Meet the Chinese army’s latest weapon: the gun-toting dog

<span>The commander-in-chief of the Royal Cambodia Armed Forces (centre left) at the demonstration by the Chinese army of its machine gun-equipped robot battle dog.</span><span>Photograph: Tang Chhin Sothy/AFP/Getty Images</span>
The commander-in-chief of the Royal Cambodia Armed Forces (centre left) at the demonstration by the Chinese army of its machine gun-equipped robot battle dog.Photograph: Tang Chhin Sothy/AFP/Getty Images

The Chinese army has debuted its latest weapon: a gun-toting robotic dog.

The mechanical canine, which has an automatic rifle on its back, was front and centre of recent joint military drills with Cambodia, according to footage from the state broadcaster CCTV.

The dog was backed up by a similarly-armed quadcopter in the drills, which saw the machines paired with human soldiers in dry runs for urban assaults. “It can serve as a new member in our urban combat operations, replacing our human members to conduct reconnaissance and identify enemy and strike the target,” Chen Wei, a Chinese soldier, said in the video.

While they may be technologically advanced, the killer robots are hardly sleek pieces of military hardware; both dog and drone appear to be off-the-shelf pieces of consumer technology with a conventional rifle bolted on top. The brand name of the Chinese company that built the dog, Unitree Robotics, is clearly visible on the side.

Prices for the company’s Go2 robot dog start at $1,600 (£1,300), according to Unitree’s website. The company denied selling products to the Chinese military and it is unclear how the army procured it.

The robot dog archetype was developed and made famous by Boston Dynamics, at one point a Google subsidiary. It has long had connections with the US military; the initial version of its “robotic quadruped”, BigDog, was developed as a potential mechanical pack animal for the army. But the company, which was sold by Google to Softbank in 2017 and then on to Hyundai in 2020, has always steered clear of actively weaponising its technology.

According to Boston Dynamics’ founder, Marc Raibert, who spoke at the AI Seoul Summit last week, there are “around 1,500” of the company’s “Spot” dogs around the world. “But recently there’s just been a springing out of other robot companies building quite incredible robots,” he said. “It’s very exciting to go from the research lab into commercialisation.”

That “springing out” also means that Boston Dynamics’ refusal to weaponise its technology is no longer preventing militaries and law enforcement from obtaining their own armed robots. In 2021, Ghost Robotics demonstrated a Vision 60 robot dog armed with a custom gun built by Sword International, and by 2023 the US Army confirmed that it was actively exploring how to use such a system in the field. In 2022, China demonstrated another weapon-wearing robot being carried and deposited in a training centre by a drone.

But while the systems are robotic, they are not yet typically autonomous. The CCTV video shows the Go2 dog being controlled by a soldier with a handheld device. The concern for many observers is what happens if and when that human link is diminished, with AI systems that are able to act quicker and with lower latency than a human operator could.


__Exercise goal__. Only the pictures are to be left out; the listing itself is repeated exactly.

__Data supplied__.
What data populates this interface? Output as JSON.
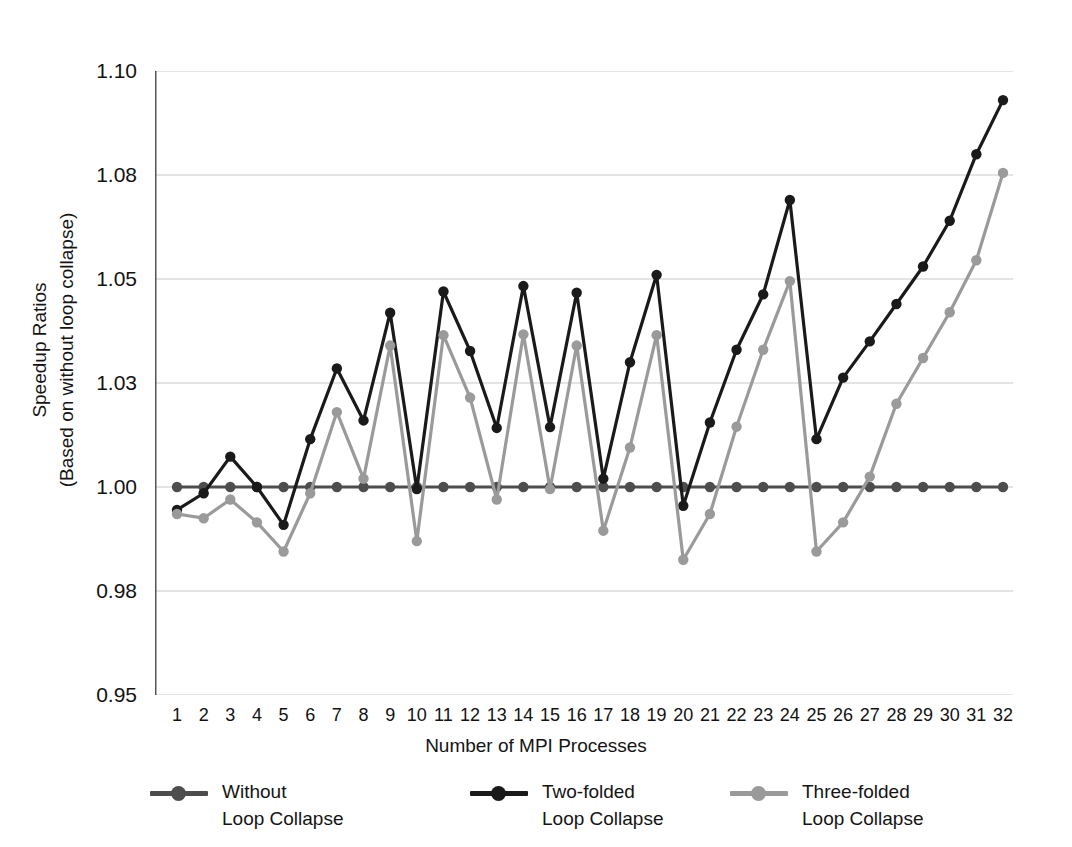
{
  "axes": {
    "ylabel_line1": "Speedup Ratios",
    "ylabel_line2": "(Based on without loop collapse)",
    "xlabel": "Number of MPI Processes"
  },
  "legend": [
    {
      "label": "Without\nLoop Collapse",
      "color": "#4d4d4d"
    },
    {
      "label": "Two-folded\nLoop Collapse",
      "color": "#1a1a1a"
    },
    {
      "label": "Three-folded\nLoop Collapse",
      "color": "#9a9a9a"
    }
  ],
  "chart_data": {
    "type": "line",
    "title": "",
    "xlabel": "Number of MPI Processes",
    "ylabel": "Speedup Ratios (Based on without loop collapse)",
    "x": [
      1,
      2,
      3,
      4,
      5,
      6,
      7,
      8,
      9,
      10,
      11,
      12,
      13,
      14,
      15,
      16,
      17,
      18,
      19,
      20,
      21,
      22,
      23,
      24,
      25,
      26,
      27,
      28,
      29,
      30,
      31,
      32
    ],
    "xtick_labels": [
      "1",
      "2",
      "3",
      "4",
      "5",
      "6",
      "7",
      "8",
      "9",
      "10",
      "11",
      "12",
      "13",
      "14",
      "15",
      "16",
      "17",
      "18",
      "19",
      "20",
      "21",
      "22",
      "23",
      "24",
      "25",
      "26",
      "27",
      "28",
      "29",
      "30",
      "31",
      "32"
    ],
    "ytick_labels": [
      "1.10",
      "1.08",
      "1.05",
      "1.03",
      "1.00",
      "0.98",
      "0.95"
    ],
    "ytick_values": [
      1.1,
      1.075,
      1.05,
      1.025,
      1.0,
      0.975,
      0.95
    ],
    "ylim": [
      0.95,
      1.1
    ],
    "grid": "horizontal",
    "legend_position": "bottom",
    "series": [
      {
        "name": "Without Loop Collapse",
        "color": "#4d4d4d",
        "values": [
          1.0,
          1.0,
          1.0,
          1.0,
          1.0,
          1.0,
          1.0,
          1.0,
          1.0,
          1.0,
          1.0,
          1.0,
          1.0,
          1.0,
          1.0,
          1.0,
          1.0,
          1.0,
          1.0,
          1.0,
          1.0,
          1.0,
          1.0,
          1.0,
          1.0,
          1.0,
          1.0,
          1.0,
          1.0,
          1.0,
          1.0,
          1.0
        ]
      },
      {
        "name": "Two-folded Loop Collapse",
        "color": "#1a1a1a",
        "values": [
          0.9945,
          0.9985,
          1.0073,
          1.0,
          0.9909,
          1.0115,
          1.0285,
          1.016,
          1.0419,
          0.9995,
          1.047,
          1.0327,
          1.0142,
          1.0483,
          1.0144,
          1.0467,
          1.002,
          1.03,
          1.051,
          0.9955,
          1.0155,
          1.033,
          1.0463,
          1.069,
          1.0115,
          1.0263,
          1.035,
          1.044,
          1.053,
          1.064,
          1.08,
          1.093
        ]
      },
      {
        "name": "Three-folded Loop Collapse",
        "color": "#9a9a9a",
        "values": [
          0.9935,
          0.9925,
          0.997,
          0.9915,
          0.9845,
          0.9985,
          1.018,
          1.002,
          1.034,
          0.987,
          1.0365,
          1.0215,
          0.997,
          1.0367,
          0.9995,
          1.034,
          0.9895,
          1.0095,
          1.0365,
          0.9825,
          0.9935,
          1.0145,
          1.033,
          1.0495,
          0.9845,
          0.9915,
          1.0025,
          1.02,
          1.031,
          1.042,
          1.0545,
          1.0755
        ]
      }
    ]
  }
}
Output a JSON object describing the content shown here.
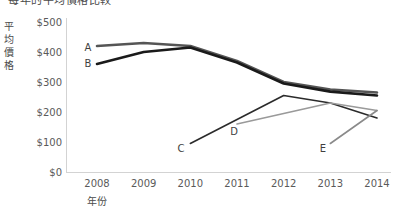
{
  "chart_data": {
    "type": "line",
    "title": "每年的平均價格比較",
    "xlabel": "年份",
    "ylabel": "平均價格",
    "categories": [
      "2008",
      "2009",
      "2010",
      "2011",
      "2012",
      "2013",
      "2014"
    ],
    "x": [
      2008,
      2009,
      2010,
      2011,
      2012,
      2013,
      2014
    ],
    "ylim": [
      0,
      500
    ],
    "yticks": [
      "$0",
      "$100",
      "$200",
      "$300",
      "$400",
      "$500"
    ],
    "ytick_values": [
      0,
      100,
      200,
      300,
      400,
      500
    ],
    "grid": false,
    "legend": "inline-labels",
    "series": [
      {
        "name": "A",
        "color": "#555555",
        "width": 2.6,
        "x": [
          2008,
          2009,
          2010,
          2011,
          2012,
          2013,
          2014
        ],
        "values": [
          420,
          430,
          420,
          370,
          300,
          275,
          265
        ]
      },
      {
        "name": "B",
        "color": "#1a1a1a",
        "width": 2.6,
        "x": [
          2008,
          2009,
          2010,
          2011,
          2012,
          2013,
          2014
        ],
        "values": [
          360,
          400,
          415,
          365,
          295,
          268,
          255
        ]
      },
      {
        "name": "C",
        "color": "#2b2b2b",
        "width": 1.6,
        "x": [
          2010,
          2011,
          2012,
          2013,
          2014
        ],
        "values": [
          95,
          175,
          255,
          230,
          180
        ]
      },
      {
        "name": "D",
        "color": "#9a9a9a",
        "width": 1.6,
        "x": [
          2011,
          2012,
          2013,
          2014
        ],
        "values": [
          160,
          195,
          230,
          205
        ]
      },
      {
        "name": "E",
        "color": "#8a8a8a",
        "width": 1.6,
        "x": [
          2013,
          2014
        ],
        "values": [
          95,
          205
        ]
      }
    ],
    "series_label_positions": [
      {
        "name": "A",
        "x": 88,
        "y": 47
      },
      {
        "name": "B",
        "x": 88,
        "y": 63
      },
      {
        "name": "C",
        "x": 181,
        "y": 148
      },
      {
        "name": "D",
        "x": 234,
        "y": 131
      },
      {
        "name": "E",
        "x": 323,
        "y": 148
      }
    ]
  }
}
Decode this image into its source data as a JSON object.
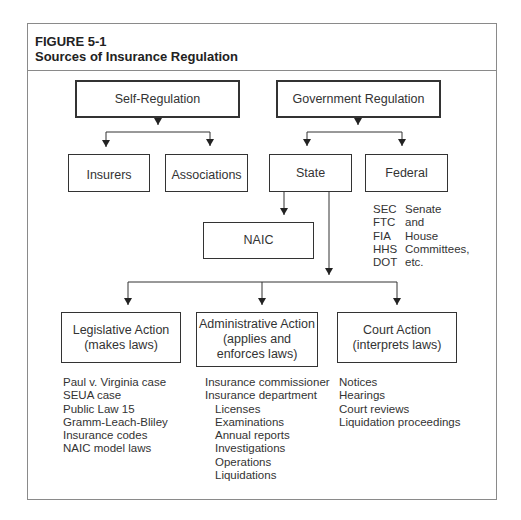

__Written answer__.
What data populates this interface? Output as JSON.
{
  "axes": {
    "ylabel_line1": "Speedup Ratios",
    "ylabel_line2": "(Based on without loop collapse)",
    "xlabel": "Number of MPI Processes"
  },
  "legend": [
    {
      "label": "Without\nLoop Collapse",
      "color": "#4d4d4d"
    },
    {
      "label": "Two-folded\nLoop Collapse",
      "color": "#1a1a1a"
    },
    {
      "label": "Three-folded\nLoop Collapse",
      "color": "#9a9a9a"
    }
  ],
  "chart_data": {
    "type": "line",
    "title": "",
    "xlabel": "Number of MPI Processes",
    "ylabel": "Speedup Ratios (Based on without loop collapse)",
    "x": [
      1,
      2,
      3,
      4,
      5,
      6,
      7,
      8,
      9,
      10,
      11,
      12,
      13,
      14,
      15,
      16,
      17,
      18,
      19,
      20,
      21,
      22,
      23,
      24,
      25,
      26,
      27,
      28,
      29,
      30,
      31,
      32
    ],
    "xtick_labels": [
      "1",
      "2",
      "3",
      "4",
      "5",
      "6",
      "7",
      "8",
      "9",
      "10",
      "11",
      "12",
      "13",
      "14",
      "15",
      "16",
      "17",
      "18",
      "19",
      "20",
      "21",
      "22",
      "23",
      "24",
      "25",
      "26",
      "27",
      "28",
      "29",
      "30",
      "31",
      "32"
    ],
    "ytick_labels": [
      "1.10",
      "1.08",
      "1.05",
      "1.03",
      "1.00",
      "0.98",
      "0.95"
    ],
    "ytick_values": [
      1.1,
      1.075,
      1.05,
      1.025,
      1.0,
      0.975,
      0.95
    ],
    "ylim": [
      0.95,
      1.1
    ],
    "grid": "horizontal",
    "legend_position": "bottom",
    "series": [
      {
        "name": "Without Loop Collapse",
        "color": "#4d4d4d",
        "values": [
          1.0,
          1.0,
          1.0,
          1.0,
          1.0,
          1.0,
          1.0,
          1.0,
          1.0,
          1.0,
          1.0,
          1.0,
          1.0,
          1.0,
          1.0,
          1.0,
          1.0,
          1.0,
          1.0,
          1.0,
          1.0,
          1.0,
          1.0,
          1.0,
          1.0,
          1.0,
          1.0,
          1.0,
          1.0,
          1.0,
          1.0,
          1.0
        ]
      },
      {
        "name": "Two-folded Loop Collapse",
        "color": "#1a1a1a",
        "values": [
          0.9945,
          0.9985,
          1.0073,
          1.0,
          0.9909,
          1.0115,
          1.0285,
          1.016,
          1.0419,
          0.9995,
          1.047,
          1.0327,
          1.0142,
          1.0483,
          1.0144,
          1.0467,
          1.002,
          1.03,
          1.051,
          0.9955,
          1.0155,
          1.033,
          1.0463,
          1.069,
          1.0115,
          1.0263,
          1.035,
          1.044,
          1.053,
          1.064,
          1.08,
          1.093
        ]
      },
      {
        "name": "Three-folded Loop Collapse",
        "color": "#9a9a9a",
        "values": [
          0.9935,
          0.9925,
          0.997,
          0.9915,
          0.9845,
          0.9985,
          1.018,
          1.002,
          1.034,
          0.987,
          1.0365,
          1.0215,
          0.997,
          1.0367,
          0.9995,
          1.034,
          0.9895,
          1.0095,
          1.0365,
          0.9825,
          0.9935,
          1.0145,
          1.033,
          1.0495,
          0.9845,
          0.9915,
          1.0025,
          1.02,
          1.031,
          1.042,
          1.0545,
          1.0755
        ]
      }
    ]
  }
}
Output a JSON object describing the content shown here.
{
  "chart_data": {
    "type": "line",
    "title": "每年的平均價格比較",
    "xlabel": "年份",
    "ylabel": "平均價格",
    "categories": [
      "2008",
      "2009",
      "2010",
      "2011",
      "2012",
      "2013",
      "2014"
    ],
    "x": [
      2008,
      2009,
      2010,
      2011,
      2012,
      2013,
      2014
    ],
    "ylim": [
      0,
      500
    ],
    "yticks": [
      "$0",
      "$100",
      "$200",
      "$300",
      "$400",
      "$500"
    ],
    "ytick_values": [
      0,
      100,
      200,
      300,
      400,
      500
    ],
    "grid": false,
    "legend": "inline-labels",
    "series": [
      {
        "name": "A",
        "color": "#555555",
        "width": 2.6,
        "x": [
          2008,
          2009,
          2010,
          2011,
          2012,
          2013,
          2014
        ],
        "values": [
          420,
          430,
          420,
          370,
          300,
          275,
          265
        ]
      },
      {
        "name": "B",
        "color": "#1a1a1a",
        "width": 2.6,
        "x": [
          2008,
          2009,
          2010,
          2011,
          2012,
          2013,
          2014
        ],
        "values": [
          360,
          400,
          415,
          365,
          295,
          268,
          255
        ]
      },
      {
        "name": "C",
        "color": "#2b2b2b",
        "width": 1.6,
        "x": [
          2010,
          2011,
          2012,
          2013,
          2014
        ],
        "values": [
          95,
          175,
          255,
          230,
          180
        ]
      },
      {
        "name": "D",
        "color": "#9a9a9a",
        "width": 1.6,
        "x": [
          2011,
          2012,
          2013,
          2014
        ],
        "values": [
          160,
          195,
          230,
          205
        ]
      },
      {
        "name": "E",
        "color": "#8a8a8a",
        "width": 1.6,
        "x": [
          2013,
          2014
        ],
        "values": [
          95,
          205
        ]
      }
    ],
    "series_label_positions": [
      {
        "name": "A",
        "x": 88,
        "y": 47
      },
      {
        "name": "B",
        "x": 88,
        "y": 63
      },
      {
        "name": "C",
        "x": 181,
        "y": 148
      },
      {
        "name": "D",
        "x": 234,
        "y": 131
      },
      {
        "name": "E",
        "x": 323,
        "y": 148
      }
    ]
  }
}
Decode this image into its source data as a JSON object.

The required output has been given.